Jim C. answered 08/22/19
I'm an experienced, thoughtful tutor who speaks several languages. As
As I show in my forthcoming book, the defining experience of Stalin's life was the period of almost four years that he spent studying to be a priest in an Orthodox seminary. Through the 50 years of his political career (1903-53) he acted as the sadistic head of a monastery, imposing fiendish vows of poverty, chastity, and obedience on hapless Soviet Citizens. As the son of abusive parents, he wanted--needed--to make others suffer as he had.
Lenin was very different from Stalin. He was a revolutionary all right, but not a revolutionary as most people understand the term. What outraged him about Nicholas II was not what Nicholas II was doing, but that he was so inept at it. When Lenin seized power, he did just what the tsars had done--he centralized all authority. If you want to understand Lenin, read his in/famous Testament, in which he says that nobody can govern the Soviet Union except him. That raises a question that you and I would ask, but that Lenin never asked: What happens after Lenin dies? Since it never occurred to Lenin to create a stable governing structure for the Soviet Union, it was child's play for Stalin, the master manipulator, to become the all-powerful General Secretary--with disastrous consequences for the Soviet Union and the rest of the world as well.
And that, my friend, is the history of the Soviet Union from 1917 to 1953 in s nutshell.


» **Your task**
Copy out the full listing exactly, omitting any picture it contains.

*** Begin section ***

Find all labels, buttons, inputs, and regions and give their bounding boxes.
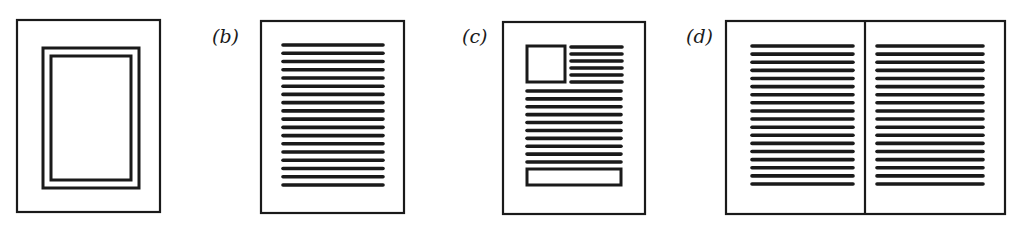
panel-label-d: (d) bbox=[686, 27, 713, 46]
panel-a bbox=[17, 20, 160, 212]
inner-frame-1 bbox=[43, 48, 139, 188]
panel-c bbox=[503, 22, 645, 214]
panel-d bbox=[726, 21, 1005, 214]
page-layout-diagram: (b) (c) (d) bbox=[0, 0, 1014, 236]
image-placeholder-box bbox=[527, 46, 565, 82]
panel-label-b: (b) bbox=[212, 27, 239, 46]
inner-frame-2 bbox=[51, 56, 131, 180]
caption-box bbox=[527, 169, 621, 185]
diagram-canvas bbox=[0, 0, 1014, 236]
panel-b bbox=[261, 21, 404, 213]
panel-label-c: (c) bbox=[462, 27, 487, 46]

*** End section ***

» **Response to this task**
Find all labels, buttons, inputs, and regions and give their bounding boxes.
panel-label-d: (d) bbox=[686, 27, 713, 46]
panel-a bbox=[17, 20, 160, 212]
inner-frame-1 bbox=[43, 48, 139, 188]
panel-c bbox=[503, 22, 645, 214]
panel-d bbox=[726, 21, 1005, 214]
page-layout-diagram: (b) (c) (d) bbox=[0, 0, 1014, 236]
image-placeholder-box bbox=[527, 46, 565, 82]
panel-label-b: (b) bbox=[212, 27, 239, 46]
inner-frame-2 bbox=[51, 56, 131, 180]
caption-box bbox=[527, 169, 621, 185]
diagram-canvas bbox=[0, 0, 1014, 236]
panel-b bbox=[261, 21, 404, 213]
panel-label-c: (c) bbox=[462, 27, 487, 46]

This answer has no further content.